On Jun 8, 2015, at 7:32 AM, Owen Stephens <o...@ostephens.com> wrote:

> I’ve just seen another interesting take based (mainly) on data in the 
> TCP-EEBO release:
> 
>   
> https://scalablereading.northwestern.edu/2015/06/07/shakespeare-his-contemporaries-shc-released/
> 
> It includes mention of MorphAdorner[1] which does some clever stuff around 
> tagging parts of speech, spelling variations, lemmata etc. and another tool 
> which I hadn’t come across before AnnoLex[2] "for the correction and 
> annotation of lexical data in Early Modern texts”.
> 
> This paper[3] from Alistair Baron and Andrew Hardie at the University of 
> Lancaster in the UK about preparing EEBO-TCP texts for corpus-based analysis 
> may also be of interest, and the team at Lancaster have developed a tool 
> called VARD which supports pre-processing texts[4]
> 
> [1] http://morphadorner.northwestern.edu
> [2] http://annolex.at.northwestern.edu
> [3] http://eprints.lancs.ac.uk/60272/1/Baron_Hardie.pdf
> [4] http://ucrel.lancs.ac.uk/vard/about/


All of this is really very interesting. Really. At the same time, there seems 
to be a WHOLE lot of effort spent on cleaning and normalizing data, and very 
little done to actually analyze it beyond “close reading”. The final goal of 
all these interfaces seem to be refined search. Frankly, I don’t need search. 
And the only community who will want this level of search will be the scholarly 
scholar. “What about the undergraduate student? What about the just more than 
casual reader? What about the engineer?” Most people don’t know how or why 
parts-of-speech are important let alone what a lemma is. Nor do they care. I 
can find plenty of things. I need (want) analysis. Let’s assume the data is 
clean — or rather, accept the fact that there is dirty data akin to the dirty 
data created through OCR and there is nothing a person can do about it — lets 
see some automated comparisons between texts. Examples might include:

  * this one is longer
  * this one is shorter
  * this one includes more action
  * this one discusses such & such theme more than this one
  * so & so theme came and went during a particular time period
  * the meaning of this phrase changed over time
  * the author’s message of this text is…
  * this given play asserts the following facts
  * here is a map illustrating where the protagonist went when
  * a summary of this text includes…
  * this work is fiction
  * this work is non-fiction
  * this work was probably influenced by…

We don’t need perfect texts before analysis can be done. Sure, perfect texts 
help, but they are not necessary. Observations and generalization can be made 
even without perfectly transcribed texts.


(EXERCISE): Scan the records for "screenshot". Report each line that includes it.

(Stored records):

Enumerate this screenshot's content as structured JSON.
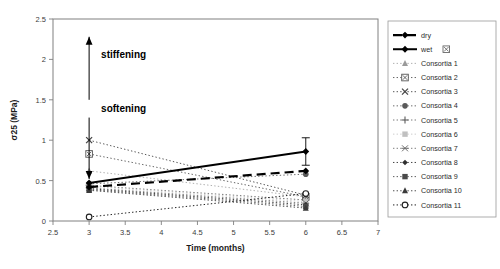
{
  "chart_data": {
    "type": "line",
    "title": "",
    "xlabel": "Time (months)",
    "ylabel": "σ25 (MPa)",
    "xlim": [
      2.5,
      7
    ],
    "ylim": [
      0,
      2.5
    ],
    "xticks": [
      "2.5",
      "3",
      "3.5",
      "4",
      "4.5",
      "5",
      "5.5",
      "6",
      "6.5",
      "7"
    ],
    "yticks": [
      "0",
      "0.5",
      "1",
      "1.5",
      "2",
      "2.5"
    ],
    "grid": false,
    "legend_position": "right-outside",
    "x": [
      3,
      6
    ],
    "series": [
      {
        "name": "dry",
        "values": [
          0.42,
          0.62
        ],
        "marker": "diamond-filled",
        "linestyle": "dashed",
        "color": "#000000",
        "width": 2.2
      },
      {
        "name": "wet",
        "values": [
          0.47,
          0.86
        ],
        "marker": "diamond-filled",
        "linestyle": "solid",
        "color": "#000000",
        "width": 2.0,
        "error": [
          0.0,
          0.17
        ]
      },
      {
        "name": "Consortia 1",
        "values": [
          0.62,
          0.3
        ],
        "marker": "triangle",
        "linestyle": "dotted",
        "color": "#9a9a9a",
        "width": 0.8
      },
      {
        "name": "Consortia 2",
        "values": [
          0.83,
          0.3
        ],
        "marker": "boxed-x",
        "linestyle": "dotted",
        "color": "#555555",
        "width": 0.9
      },
      {
        "name": "Consortia 3",
        "values": [
          1.0,
          0.32
        ],
        "marker": "x",
        "linestyle": "dotted",
        "color": "#444444",
        "width": 0.9
      },
      {
        "name": "Consortia 4",
        "values": [
          0.46,
          0.58
        ],
        "marker": "circle-filled",
        "linestyle": "dotted",
        "color": "#5a5a5a",
        "width": 0.9
      },
      {
        "name": "Consortia 5",
        "values": [
          0.44,
          0.26
        ],
        "marker": "plus",
        "linestyle": "dotted",
        "color": "#6a6a6a",
        "width": 0.9
      },
      {
        "name": "Consortia 6",
        "values": [
          0.43,
          0.24
        ],
        "marker": "square-faint",
        "linestyle": "dotted",
        "color": "#c0c0c0",
        "width": 0.8
      },
      {
        "name": "Consortia 7",
        "values": [
          0.41,
          0.22
        ],
        "marker": "asterisk",
        "linestyle": "dotted",
        "color": "#6f6f6f",
        "width": 0.9
      },
      {
        "name": "Consortia 8",
        "values": [
          0.4,
          0.2
        ],
        "marker": "diamond-small",
        "linestyle": "dotted",
        "color": "#2e2e2e",
        "width": 0.9
      },
      {
        "name": "Consortia 9",
        "values": [
          0.39,
          0.18
        ],
        "marker": "square-filled",
        "linestyle": "dotted",
        "color": "#4a4a4a",
        "width": 0.9
      },
      {
        "name": "Consortia 10",
        "values": [
          0.38,
          0.16
        ],
        "marker": "triangle-filled",
        "linestyle": "dotted",
        "color": "#3a3a3a",
        "width": 0.9
      },
      {
        "name": "Consortia 11",
        "values": [
          0.05,
          0.34
        ],
        "marker": "circle-open",
        "linestyle": "dotted",
        "color": "#202020",
        "width": 1.0
      }
    ],
    "annotations": [
      {
        "text": "stiffening",
        "direction": "up",
        "x": 3.0,
        "y_from": 1.5,
        "y_to": 2.28
      },
      {
        "text": "softening",
        "direction": "down",
        "x": 3.0,
        "y_from": 1.28,
        "y_to": 0.52
      }
    ]
  }
}
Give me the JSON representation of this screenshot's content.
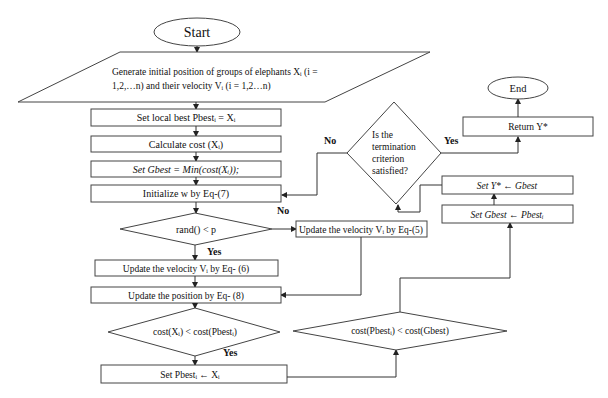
{
  "diagram": {
    "type": "flowchart",
    "terminals": {
      "start": "Start",
      "end": "End"
    },
    "nodes": {
      "init_1": "Generate initial position of groups of elephants  Xᵢ (i =",
      "init_2": "1,2,…n)  and their velocity Vᵢ (i = 1,2…n)",
      "set_local_best": "Set local best Pbestᵢ =  Xᵢ",
      "calc_cost": "Calculate cost (Xᵢ)",
      "set_gbest": "Set Gbest = Min(cost(Xᵢ));",
      "init_w": "Initialize w by Eq-(7)",
      "rand_decision": "rand() < p",
      "update_vel_5": "Update the velocity Vᵢ  by Eq-(5)",
      "update_vel_6": "Update the velocity Vᵢ  by Eq- (6)",
      "update_pos": "Update the position by Eq- (8)",
      "cost_decision_1": "cost(Xᵢ) < cost(Pbestᵢ)",
      "set_pbest": "Set Pbestᵢ  ← Xᵢ",
      "cost_decision_2": "cost(Pbestᵢ) < cost(Gbest)",
      "set_gbest_pbest": "Set Gbest ←  Pbestᵢ",
      "set_ystar": "Set Y* ← Gbest",
      "termination_1": "Is the",
      "termination_2": "termination",
      "termination_3": "criterion",
      "termination_4": "satisfied?",
      "return_ystar": "Return Y*"
    },
    "edge_labels": {
      "term_no": "No",
      "term_yes": "Yes",
      "rand_no": "No",
      "rand_yes": "Yes",
      "cost1_yes": "Yes"
    }
  }
}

(RESPONSE):
Enumerate this screenshot's content as structured JSON.
Give me the JSON representation of this screenshot's content.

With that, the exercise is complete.